Wednesday, 20 November 2013

Sontag On Photography - Relevance Today

Much of what Sontag said in the late 70's is relevant today although the ambiguities found throughout the book means that it is possible to find support for any point of view considered today. The cultural element that leads us to interpret images in an unique way remains as true today as it was when Sontag was writing. Whilst camera technology has changed almost out of recognition in the past 40 years the photographer has not. We still make decisions at the time of taking that support our view of what should, and equally importantly, should not be in the photograph. Whether we consciously seek the 'proper moment' or the 'decisive moment' is probably not known, even to ourselves, but we will go to extraordinary lengths to get the 'righ't light, the 'right' elements and the 'right' action to ensure, as far as possible, the 'right' image. We remain the 'deciders' about our photography albeit we do not make the final judgement about its worthiness.

How we view images has also changed over the years. It is true to say that the majority of photographs are not seen as prints. The most common viewing is on a digital device that emphasises the transient nature of what we are seeing. We can flick through literally hundreds of images; only pausing now and again to look longer at a particular image. There is no direct physical contact with a tangible thing so that there is no sense other than sight involved in what we are doing. Sontag talks in her book of photographs becoming more beautiful as they become older as though the passage of time and the 'patina' they acquire through handling bestows upon them an additional element. She even praises the creasing and scratches and the fading and the shift in colour that occurs in photographs. None of these things can be experienced through the medium of the computer. A photograph will remain as it is on every showing until we can no longer view it because of its outdated technology.

There is also the impact upon our thinking of an image that offers a glimpse of a past that we have not experienced or only vaguely remember or a reminder of relatives long dead - a glimpse into our place in life's continuum. Such impact can also be created by viewing on a digital device but there is the very real risk that the sheer volume of images and the existence of moving images on DVD's or other storage will condition us to ignore the still image.

As viewers we are increasingly becoming immune to the shock value of an image whether it be beauty or horror. We are surrounded on all sides by images that initially shocked and then became commonplace. Pictures of starving children on the African continent are part of the daily fare served up in newsreels, adverts and commercial breaks. They are rapidly becoming that most dreadful fate for all that we see  - wallpaper. The horror of war impinges less and less upon our emotions as the level of horror shown on our television screens becomes ever more horrific. Sometimes I wonder if the films shot at the end of the Second World War of the victims of the concentration camps which show shocked our forebears would raise an eyebrow in the present generation. Our culture is changing and so is the way that we interpret images but it remains the case that we continue to interpret photographs through the distorting lens of this culture.

It is difficult to imagine a time in the future when all the controversies that surround photography together with the desire of photographers to glorify their work (is it art or is it not art? - a question that is unanswerable because there is no universally accepted definition) have disappeared. As long as human beings are both the producers and consumers of photographs the controversy will happily continue. Whilst it is possible to imagine photographs being created by robotic beings who apply strict logic (think of the cameras today that take much of the decision making away from the human operator) as long as human beings are the arbiters of taste then the arguments and endless books discussing the subject will continue.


# What the exercise asks
Start the copy at the line containing "At what (x,y)" and run it through the last line of the records. Repeat each line exactly; omit pictures.

--- Data to examine Enclosed Below ---

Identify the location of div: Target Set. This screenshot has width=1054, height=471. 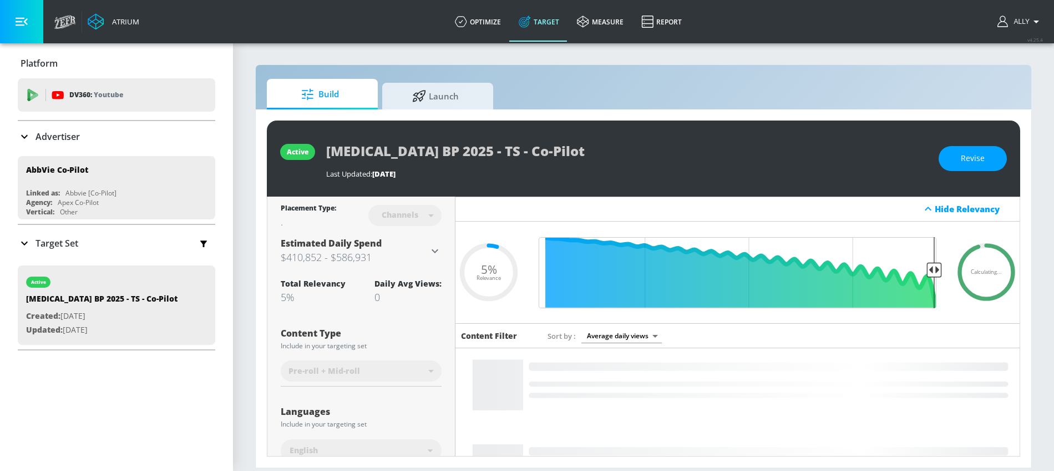
(117, 243).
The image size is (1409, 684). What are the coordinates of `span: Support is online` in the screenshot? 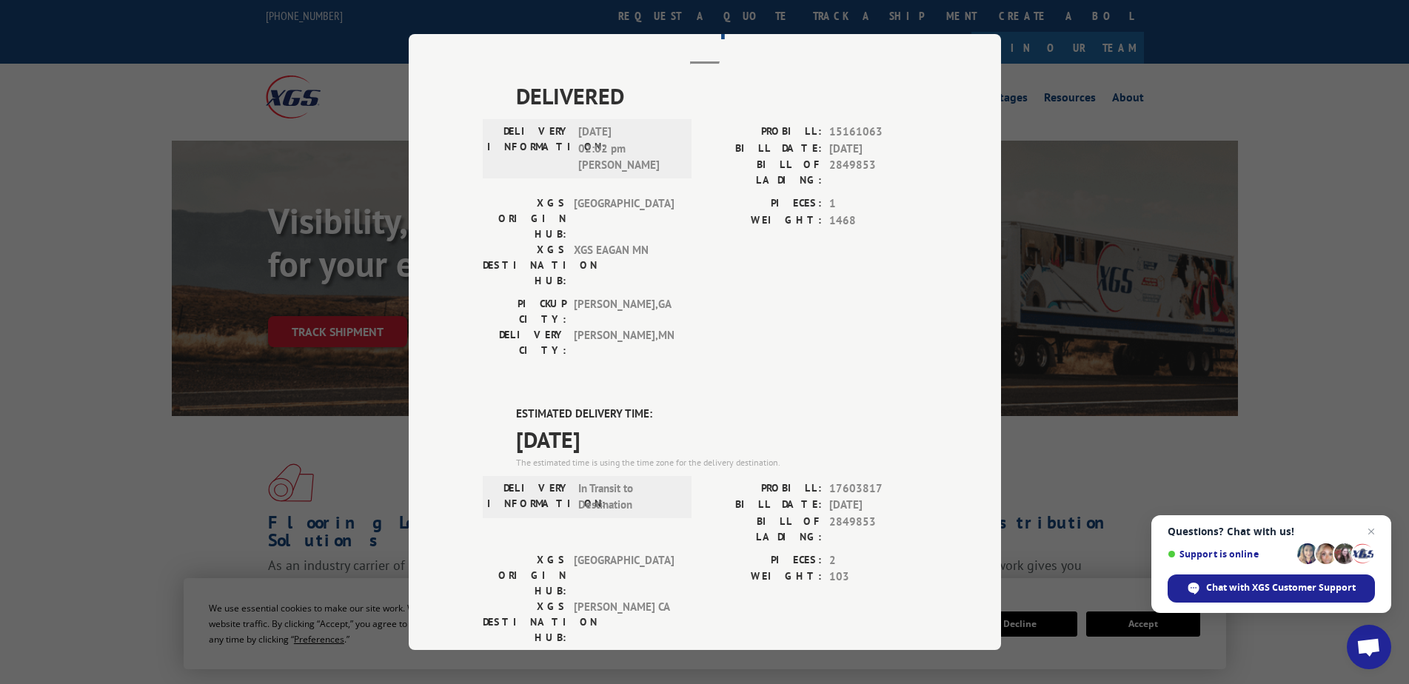 It's located at (1229, 554).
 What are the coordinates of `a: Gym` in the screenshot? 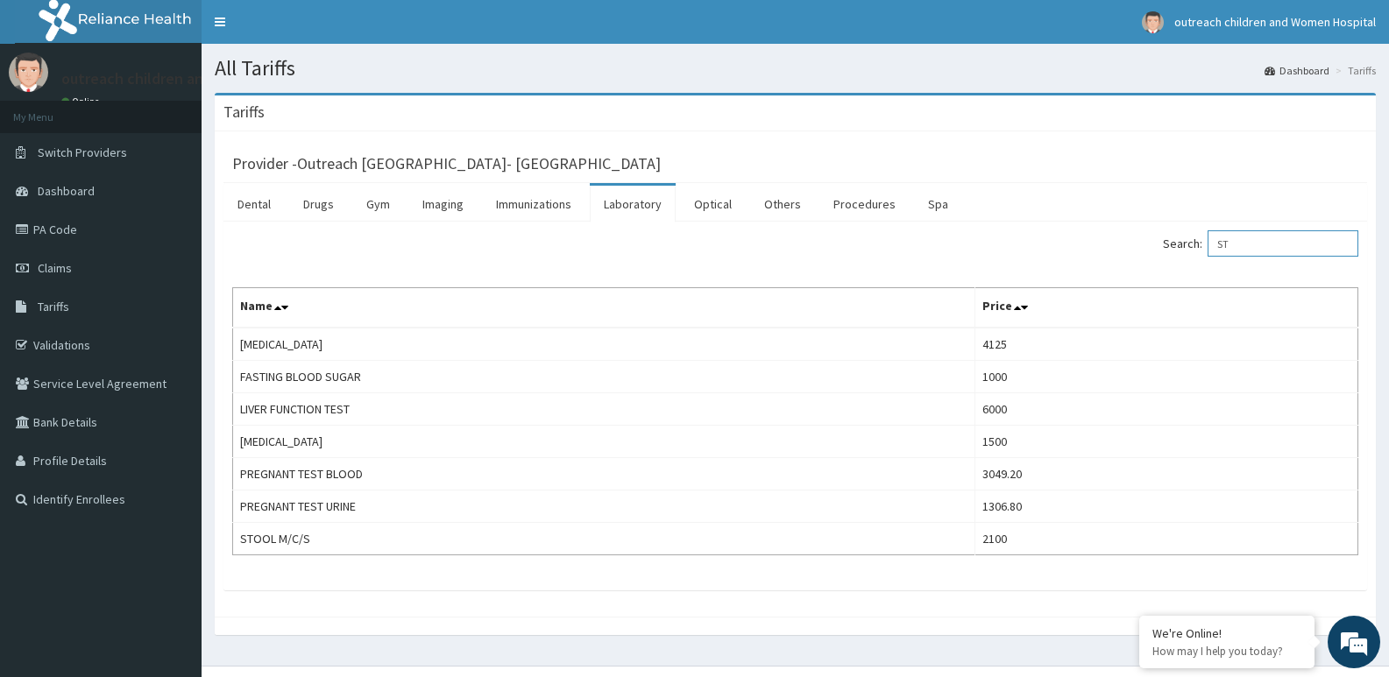 It's located at (378, 204).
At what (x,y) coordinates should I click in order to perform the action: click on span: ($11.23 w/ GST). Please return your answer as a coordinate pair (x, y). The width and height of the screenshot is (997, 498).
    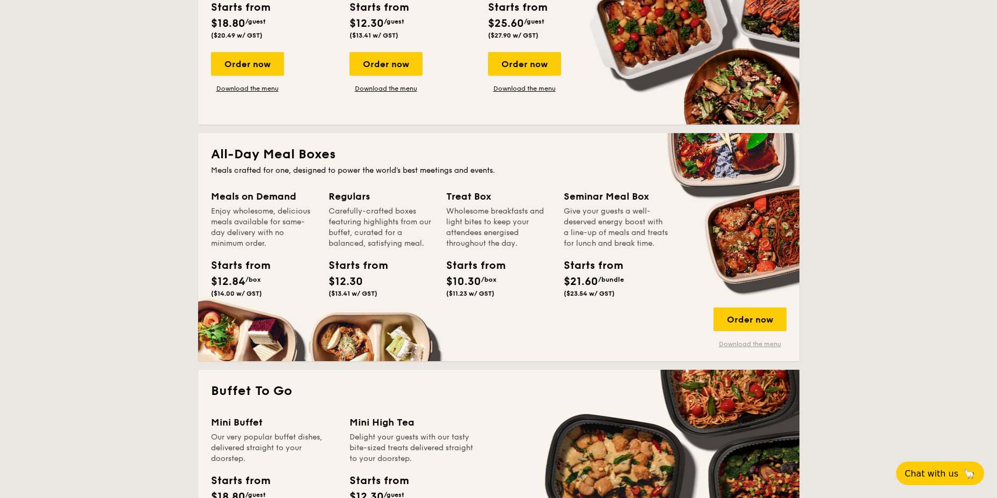
    Looking at the image, I should click on (470, 294).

--- End of Enclosed Data to examine ---

# Written response
At what (x,y) coordinates should I click in order to perform the action: click on span: ($11.23 w/ GST). Please return your answer as a coordinate pair (x, y). The width and height of the screenshot is (997, 498).
    Looking at the image, I should click on (470, 294).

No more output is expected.